Cities aim to block AEP hike

HARLINGEN — The fight goes on to keep the region’s electric rates from jumping.

Last week, the cities of Harlingen and San Benito joined other Rio Grande Valley cities in denying AEP Texas’ proposed rate increase.

Now, the cities’ decision sends the case to Texas’ Public Utility Commission, which is expected to hand down a ruling late next month or in early October, Gabriel Gonzalez, a Harlingen assistant city manager, said.

AEP is requesting an increase of about $4.75 a month for residential customers using 1,000 kilowatt hours of electricity in AEP’s central division.

“It’s pretty significant when you think of what the homeowners might see,” Gonzalez said.

In May, Harlingen, San Benito and a group of Valley cities hired Lloyd Gosselink Attorneys to try to negotiate a lower rate hike.

“I imagine every city in the Valley that they represent is going to deny it as well,” Gonzalez said.

Unlike previous talks that curbed AEP’s proposed hikes in past years, this time negotiations apparently failed to lower AEP’s proposed increase.

“In the past, we’ve been able to come to some sort of agreement,” Gonzalez said.

Overall, AEP is seeking a $38.3 million increase in its base rate revenues.

The company’s proposed rate hike “reflects the amounts that are charged to the retail electric providers for the delivery of electricity over AEP Texas’ transmission and distribution lines,” the company stated in a press release.

At AEP, spokesman Larry Jones said he welcomed the cities’ denial of the company’s proposed rate hike, which sends the case to the PUC.

“This is part of the process,” Jones said. “Our goal is to have consistent rates throughout the service territory.”

AEP might be pushing for a rate increase in its central service area.

But in the state’s northern regions, the company is proposing decreasing its rates by $5.01.

In the central service area, the proposed rate increase would help offset mounting service costs, Judith E. Talavera, AEP Texas president and chief operating officer, stated in a press release.

“The continued growth in Texas, as well as the need to upgrade and maintain the existing transmission and distribution infrastructure, has resulted in AEP Texas’ investment of nearly $6 billion in its T&D system since the last rate case,” she stated, referring to the company’s last base rate case in 2006.

In Harlingen, Gonzalez believes AEP is proposing a rate increase in South Texas because the company runs only two transmission lines into the Valley.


- _Task item_
Work out how many lines in the entries contain the string "name", and give nothing but that number.

** Input material follows **

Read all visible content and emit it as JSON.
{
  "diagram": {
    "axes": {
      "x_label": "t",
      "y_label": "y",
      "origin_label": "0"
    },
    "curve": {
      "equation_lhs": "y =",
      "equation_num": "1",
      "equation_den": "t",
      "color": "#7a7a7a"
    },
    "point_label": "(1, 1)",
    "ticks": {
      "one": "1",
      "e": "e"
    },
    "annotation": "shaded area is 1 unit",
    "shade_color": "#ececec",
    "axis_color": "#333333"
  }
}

** End of Input material **
** Input material follows **

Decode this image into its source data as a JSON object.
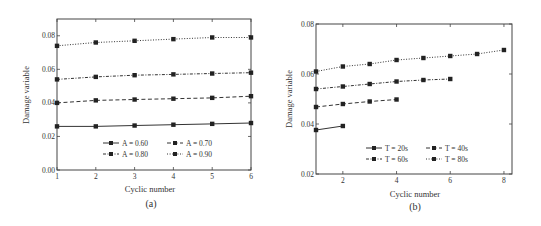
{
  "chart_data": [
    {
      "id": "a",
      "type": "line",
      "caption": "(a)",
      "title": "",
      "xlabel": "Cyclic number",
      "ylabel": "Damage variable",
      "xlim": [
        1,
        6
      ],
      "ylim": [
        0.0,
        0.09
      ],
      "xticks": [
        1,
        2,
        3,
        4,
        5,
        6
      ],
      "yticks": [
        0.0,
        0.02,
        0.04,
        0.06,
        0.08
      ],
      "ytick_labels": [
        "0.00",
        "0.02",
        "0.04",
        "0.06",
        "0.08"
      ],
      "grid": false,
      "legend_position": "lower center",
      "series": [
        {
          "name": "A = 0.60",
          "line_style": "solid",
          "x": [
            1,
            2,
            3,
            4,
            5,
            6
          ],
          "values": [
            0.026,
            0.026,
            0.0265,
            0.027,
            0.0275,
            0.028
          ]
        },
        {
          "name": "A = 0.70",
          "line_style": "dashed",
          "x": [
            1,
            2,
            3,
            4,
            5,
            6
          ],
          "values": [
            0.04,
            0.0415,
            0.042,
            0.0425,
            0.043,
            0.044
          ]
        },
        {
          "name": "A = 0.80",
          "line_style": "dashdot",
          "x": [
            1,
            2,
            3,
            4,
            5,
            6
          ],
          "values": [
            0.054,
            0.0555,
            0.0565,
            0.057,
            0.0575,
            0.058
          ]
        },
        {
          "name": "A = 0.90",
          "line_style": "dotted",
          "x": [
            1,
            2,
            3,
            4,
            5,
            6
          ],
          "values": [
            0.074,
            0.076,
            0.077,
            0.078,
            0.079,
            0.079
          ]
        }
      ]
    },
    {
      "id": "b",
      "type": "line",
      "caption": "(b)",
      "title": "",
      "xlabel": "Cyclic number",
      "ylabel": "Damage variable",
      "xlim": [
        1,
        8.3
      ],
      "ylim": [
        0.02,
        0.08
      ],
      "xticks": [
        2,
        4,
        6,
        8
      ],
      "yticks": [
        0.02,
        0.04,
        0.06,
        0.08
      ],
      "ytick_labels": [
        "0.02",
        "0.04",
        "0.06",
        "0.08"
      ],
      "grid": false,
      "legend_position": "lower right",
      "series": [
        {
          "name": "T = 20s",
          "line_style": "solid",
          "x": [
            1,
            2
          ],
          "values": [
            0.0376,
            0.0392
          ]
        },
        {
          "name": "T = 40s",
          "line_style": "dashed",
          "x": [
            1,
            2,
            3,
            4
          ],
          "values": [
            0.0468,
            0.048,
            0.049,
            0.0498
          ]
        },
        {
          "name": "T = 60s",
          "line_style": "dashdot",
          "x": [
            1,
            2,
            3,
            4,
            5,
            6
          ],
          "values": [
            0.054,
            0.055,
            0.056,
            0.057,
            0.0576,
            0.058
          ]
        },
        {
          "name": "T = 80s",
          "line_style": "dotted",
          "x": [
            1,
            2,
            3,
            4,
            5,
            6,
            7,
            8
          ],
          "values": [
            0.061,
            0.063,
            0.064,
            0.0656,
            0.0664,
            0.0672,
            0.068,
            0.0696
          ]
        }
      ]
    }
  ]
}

** End of Input material **
** Input material follows **

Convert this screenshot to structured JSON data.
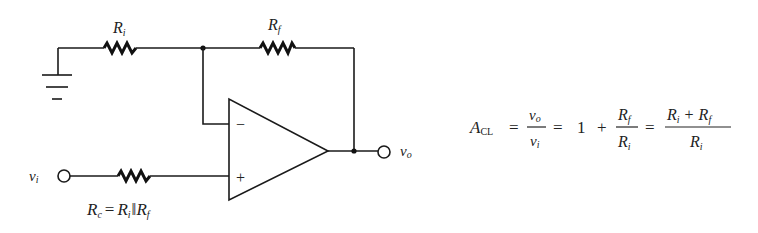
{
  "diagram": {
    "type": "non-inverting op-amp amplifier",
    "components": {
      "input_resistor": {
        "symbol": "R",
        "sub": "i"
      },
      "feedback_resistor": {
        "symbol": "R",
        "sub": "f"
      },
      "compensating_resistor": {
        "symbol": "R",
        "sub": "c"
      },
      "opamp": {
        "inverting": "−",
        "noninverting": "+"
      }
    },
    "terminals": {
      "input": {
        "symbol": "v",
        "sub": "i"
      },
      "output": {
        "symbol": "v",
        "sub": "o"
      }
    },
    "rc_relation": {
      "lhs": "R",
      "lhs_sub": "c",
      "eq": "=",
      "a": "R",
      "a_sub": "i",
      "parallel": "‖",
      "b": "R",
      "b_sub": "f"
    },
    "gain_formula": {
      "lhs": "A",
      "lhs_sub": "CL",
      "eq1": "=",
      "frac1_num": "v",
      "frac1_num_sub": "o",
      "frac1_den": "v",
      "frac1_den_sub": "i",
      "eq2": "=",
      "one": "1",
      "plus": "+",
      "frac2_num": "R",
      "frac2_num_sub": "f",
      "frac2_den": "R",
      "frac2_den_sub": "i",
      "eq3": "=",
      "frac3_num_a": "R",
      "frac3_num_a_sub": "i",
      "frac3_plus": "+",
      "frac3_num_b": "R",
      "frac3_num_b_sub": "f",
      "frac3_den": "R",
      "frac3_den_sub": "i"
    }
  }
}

** End of Input material **

- _Answer for this exercise_
8